The Compare the Market (Meerkat Careers, UK) engineering team published, on March 6, 2026, an empirical evaluation of four context-retrieval approaches for AI code review: Baseline (no additional context), RAG (vector search via embeddings), GKG (GitLab Knowledge Graph, an AST-based knowledge graph via Tree-sitter and the Kuzu graph database), and a GKG+RAG hybrid. The evaluation covers 79 real merge requests, measured via MLflow on Databricks.

The main finding is counterintuitive: RAG performs worse than the baseline on almost every metric, including inline comments coverage, summary coverage, and score accuracy. Adding context retrieved via vector similarity is not only useless but counterproductive for code review. Four causes are identified: noise (vector similarity retrieves code that "looks similar" without being relevant), false positives, the lack of understanding of cross-file relationships, and a distraction effect that misleads the model.

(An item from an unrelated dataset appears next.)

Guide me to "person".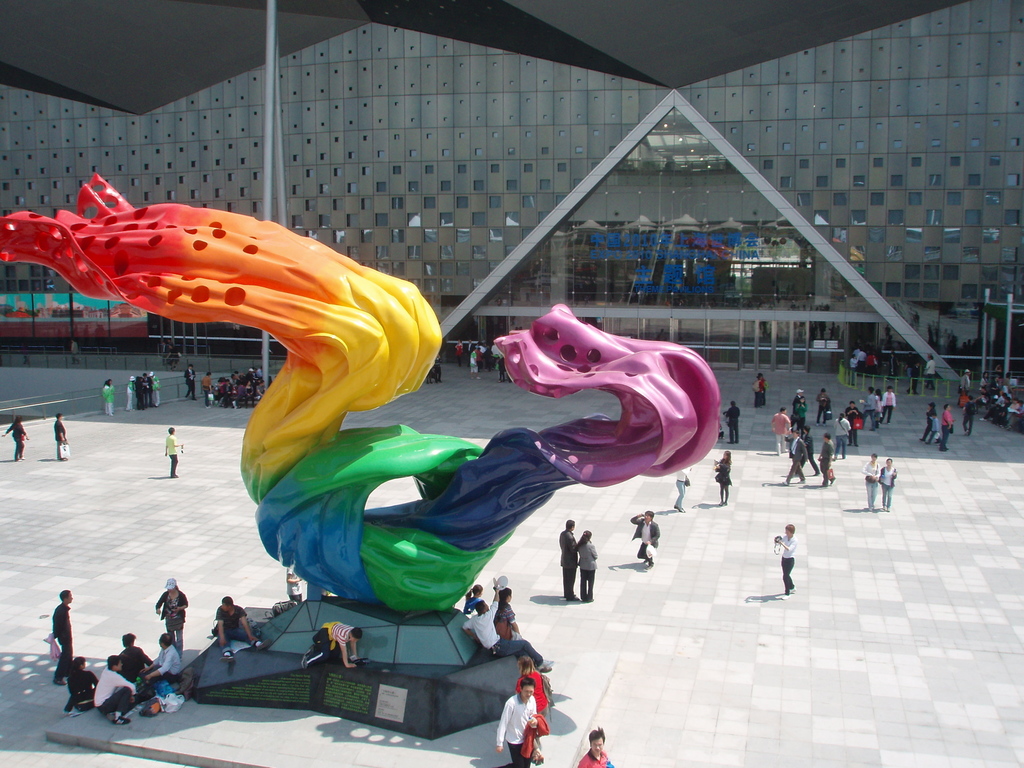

Conversely, GKG outperforms RAG by +21% in inline comments coverage (0.696 vs 0.577). The reason is structural: code review requires knowing who calls a function, what it calls, and how it fits into the architecture — information that the AST and the knowledge graph capture natively, but that semantic similarity cannot provide. GKG precisely identifies callers, understands function signatures, and traces code relationships.

The implementation is pragmatic: since GKG is still in beta and not yet natively integrated into GitLab CI/CD, the team built a Docker sidecar container that wraps the GKG binary, indexes the codebase on every MR pipeline, and exposes the tools via a local MCP server. The cost is 4× the baseline, but the improvements are measurable and justified. RAG costs 3× the baseline for worse results.

This study confirms a major 2026 trend: for code, structural approaches (AST, knowledge graphs, targeted grep) outperform vector-based approaches (semantic RAG). Code is not text — its informational value lies in its structural relationships, not in its lexical similarity. Strong convergence with Zhutov/QMD, Dropbox/Okumura ("the value comes from the systems surrounding the model"), and the Anthropic Data Science doctrine ("the bottleneck is structure, not access"). To be used as empirical reference for AI code-review architecture choices and as a counter-argument to RAG-by-default in the code domain.